Boys outcomes suffer because:
a) boys frequently lack fathers at home, so they join gangs or do other risky things under the guidance of their peers.
b) boys rarely have role models in school, so they get the message that education isn't for them
c) their wellbeing is not an important social goal because there are no meaningful national educational programs targeted to them
So when a local school does something against that grain, we go all "ride of the valkryies" on 'em.
We're dredging the bottom of the outrage barrel when we're pissed because they spent $10 per kid to take at-risk boys to a movie.
obamanut2012
(26,166 posts)lumberjack_jeff
(33,224 posts)obamanut2012
(26,166 posts)Thanks!
Scout
(8,624 posts)my experience so far has been that men didn't give a shit about organizing such for their sons, until after women had done same for their daughters. then the men started to cry and whine, but i thought you were for equaaaaaaaaaality.
if you HAVE organized a Take Your Son to Work Day, more power to you. why didn't you include the girls?
tanyev
(42,651 posts)who is practically guaranteed to be the GOP Presidential candidate, so it really would have been a waste of time and money to take the girls to see it. Besides, that would have been an awfully long time for girls to stay focused on such a complicated subject. Got it?
tech_smythe
(190 posts)granted I don't go looking for it either, so I know I miss alot.
what utter, complete, total BULLSHIT!
did it cross anyone's mind that :
1 - this is a HISTORICAL (ok Hollywood history) movie
2 - that it would inspire at least a couple of the girls that they'd like to join the air force!?
actually it's prolly #2 why they did this .... god forbid texas young women aspire to anything!
Ken Burch
(50,254 posts)Could it be the fact that the movie is about...wait for it...black men? and the schools didn't want these girls ever seeing any?
Doremus
(7,261 posts)That's the first thing I thought of when I read the OP.
Ken Burch
(50,254 posts)oberliner
(58,724 posts)Dallas Independent School District is 95 percent students of color.
Ken Burch
(50,254 posts)Thanks for the information.

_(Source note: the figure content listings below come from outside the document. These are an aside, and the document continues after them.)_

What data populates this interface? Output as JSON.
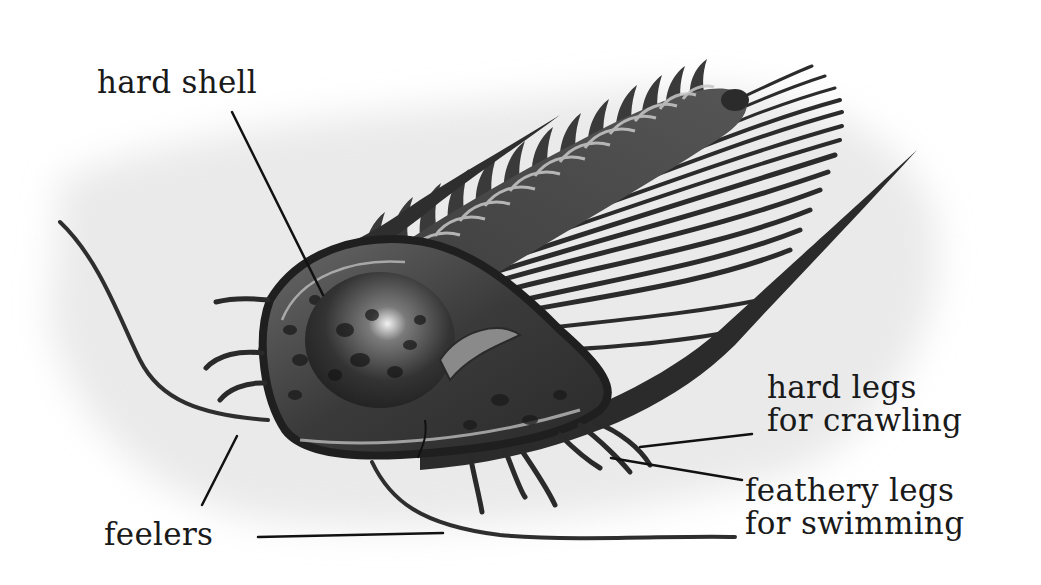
{
  "diagram": {
    "colors": {
      "background": "#ffffff",
      "wash": "#e6e6e6",
      "ink": "#1a1a1a",
      "body_dark": "#2b2b2b",
      "body_mid": "#5a5a5a",
      "body_light": "#9a9a9a",
      "highlight": "#d8d8d8"
    },
    "labels": [
      {
        "id": "hard-shell",
        "lines": [
          "hard shell"
        ],
        "x": 97,
        "y": 66,
        "leaders": [
          {
            "x1": 232,
            "y1": 112,
            "x2": 323,
            "y2": 295
          }
        ]
      },
      {
        "id": "hard-legs",
        "lines": [
          "hard legs",
          "for crawling"
        ],
        "x": 767,
        "y": 371,
        "leaders": [
          {
            "x1": 752,
            "y1": 434,
            "x2": 640,
            "y2": 447
          }
        ]
      },
      {
        "id": "feathery-legs",
        "lines": [
          "feathery legs",
          "for swimming"
        ],
        "x": 745,
        "y": 474,
        "leaders": [
          {
            "x1": 742,
            "y1": 480,
            "x2": 611,
            "y2": 458
          }
        ]
      },
      {
        "id": "feelers",
        "lines": [
          "feelers"
        ],
        "x": 104,
        "y": 518,
        "leaders": [
          {
            "x1": 202,
            "y1": 505,
            "x2": 237,
            "y2": 436
          },
          {
            "x1": 258,
            "y1": 537,
            "x2": 443,
            "y2": 533
          }
        ]
      }
    ]
  }
}
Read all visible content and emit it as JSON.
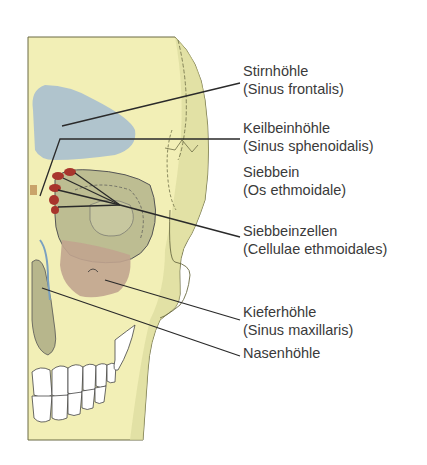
{
  "diagram": {
    "colors": {
      "bone": "#f2efb6",
      "bone_shadow": "#c9c98e",
      "frontal_sinus": "#a9bfcf",
      "maxillary_sinus": "#c1a48f",
      "orbit": "#bdbd92",
      "ethmoid_cells": "#a8352c",
      "line": "#2a2a2a"
    },
    "labels": [
      {
        "id": "stirnhoehle",
        "title": "Stirnhöhle",
        "latin": "(Sinus frontalis)"
      },
      {
        "id": "keilbeinhoehle",
        "title": "Keilbeinhöhle",
        "latin": "(Sinus sphenoidalis)"
      },
      {
        "id": "siebbein",
        "title": "Siebbein",
        "latin": "(Os ethmoidale)"
      },
      {
        "id": "siebbeinzellen",
        "title": "Siebbeinzellen",
        "latin": "(Cellulae ethmoidales)"
      },
      {
        "id": "kieferhoehle",
        "title": "Kieferhöhle",
        "latin": "(Sinus maxillaris)"
      },
      {
        "id": "nasenhoehle",
        "title": "Nasenhöhle",
        "latin": ""
      }
    ]
  }
}
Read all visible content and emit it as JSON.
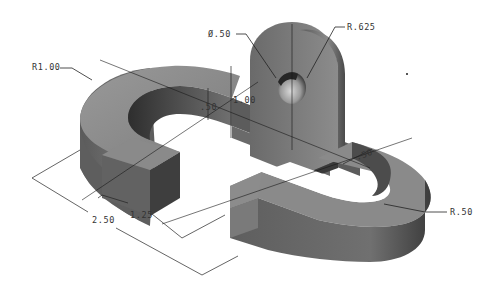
{
  "drawing": {
    "type": "isometric-cad-part",
    "colors": {
      "background": "#ffffff",
      "top_face": "#8a8a8a",
      "side_face_dark": "#4a4a4a",
      "side_face_mid": "#6a6a6a",
      "inner_face": "#3a3a3a",
      "lines": "#222222",
      "text": "#333333"
    },
    "dimensions": {
      "radius_outer_left": "R1.00",
      "hole_diameter": "Ø.50",
      "boss_radius": "R.625",
      "height_total": "1.00",
      "height_base": ".50",
      "slot_width": ".50",
      "radius_right": "R.50",
      "length_short": "1.25",
      "length_long": "2.50"
    }
  }
}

(You'd think that they could save some money and arrange for the distributors to loan them a copy of the film for student-only viewing, which would have avoided this whole mess).
oberliner
(58,724 posts)There are private schools that are coordinated by gender. Some activities geared for boys, others for girls. Not sure that is inherently bad.
Also, why should the readers of the NY Daily News care about a field trip in a Dallas, TX school district?
dixiegrrrrl
(60,010 posts)Apparently the newspaper considered it worthy of printing.
For a reason that most people seem to have understood.
oberliner
(58,724 posts)It's not exactly a paragon of important journalism.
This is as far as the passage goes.